McLean continues, “Heading into 2021, Republicans appear poised to once again gerrymander and leave the process up to the lawmakers themselves…Next week, the shadowy group that crafts far-right legislation, the American Legislative Exchange Council, at its annual meeting in Austin, Texas, will host a pair of closed-door workshops teaching state lawmakers the basics of ‘redistricting.’ Government watchdog groups warn those panels will in reality teach them how to gerrymander and pair them with the mapmakers that can help them draw partisan lines…Last year, ALEC created a model resolution that reaffirmed “the right of state legislatures to determine electoral districts” instead of the courts…And former Wisconsin Gov. Scott Walker (R) — who helped usher Wisconsin’s extreme gerrymandered districts in 2011 and is now leading the GOP’s redistricting efforts in 2021 as the finance chair of the National Republican Redistricting Trust — has also claimed that rural residents should be counted more than urban residents when the maps are drawn.”

Nate Silver shares a revealing chart in his post, “Forget ‘Lanes.’ The Democratic Primary Is A Whole Freaking Transit System” at FiveThirtyEight:

Who Sanders and Clinton voters from 2016 support now

Combined results from a July 6-8 and a July 27-29 national poll

CURRENT PICK FOR RESPONDENTS WHO SUPPORTED …
CANDIDATE CLINTON IN 2016 SANDERS IN 2016
Bernie Sanders 9% 31%
Joe Biden 43 19
Elizabeth Warren 15 13
Kamala Harris 18 10
Pete Buttigieg 4 6
Andrew Yang 0 5
Beto O’Rourke 2 4
Tulsi Gabbard 0 3
Cory Booker 1 1
Others 7 8

SOURCE: EMERSON COLLEGE

At Sabato’s Crystal Ball, Alan I. Abramowitz deploys some regression analysis and scatterplotting to answer the question, “Did Russian Interference Affect the 2016 Election Results? and concludes, “I find no evidence that Russian attempts to target voters in key swing states had any effect on the election results in those states.

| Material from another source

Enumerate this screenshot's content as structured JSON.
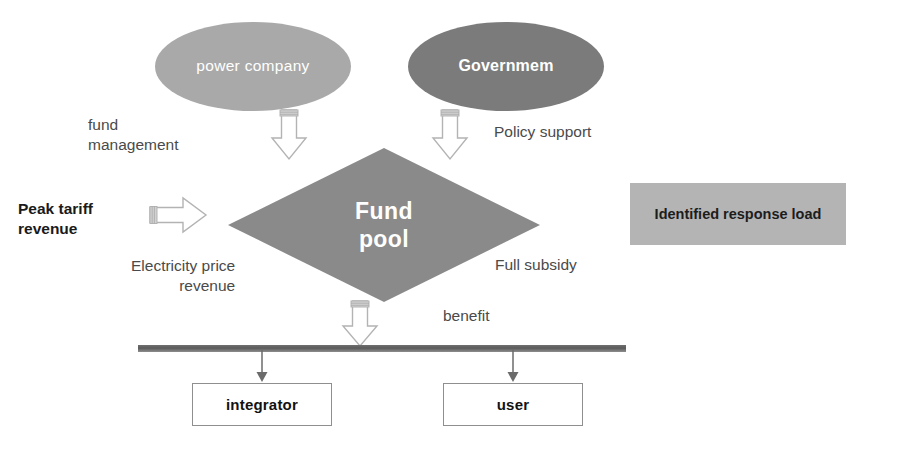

Instead, the results were almost totally predictable based on the political and demographic characteristics of those states, especially their past voting tendencies, ideological leanings, and demographics. Of course, that doesn’t mean that the Russians weren’t trying to influence the results or that they might not succeed in the future. Nor does it speak to Russian efforts to hack into U.S. voting systems and potentially alter voter registration data or even election results themselves…There are plenty of grounds for real concern here. Indeed, the Electoral College system used to choose the president almost invites efforts to interfere in the election. Whereas trying to affect the national popular vote results would probably be prohibitively expensive, efforts to target a few key swing states could be much more cost-effective and harder to detect. As a result, there is little doubt that these efforts will continue in 2020 and beyond, especially if we have a president who seems to be inviting them.”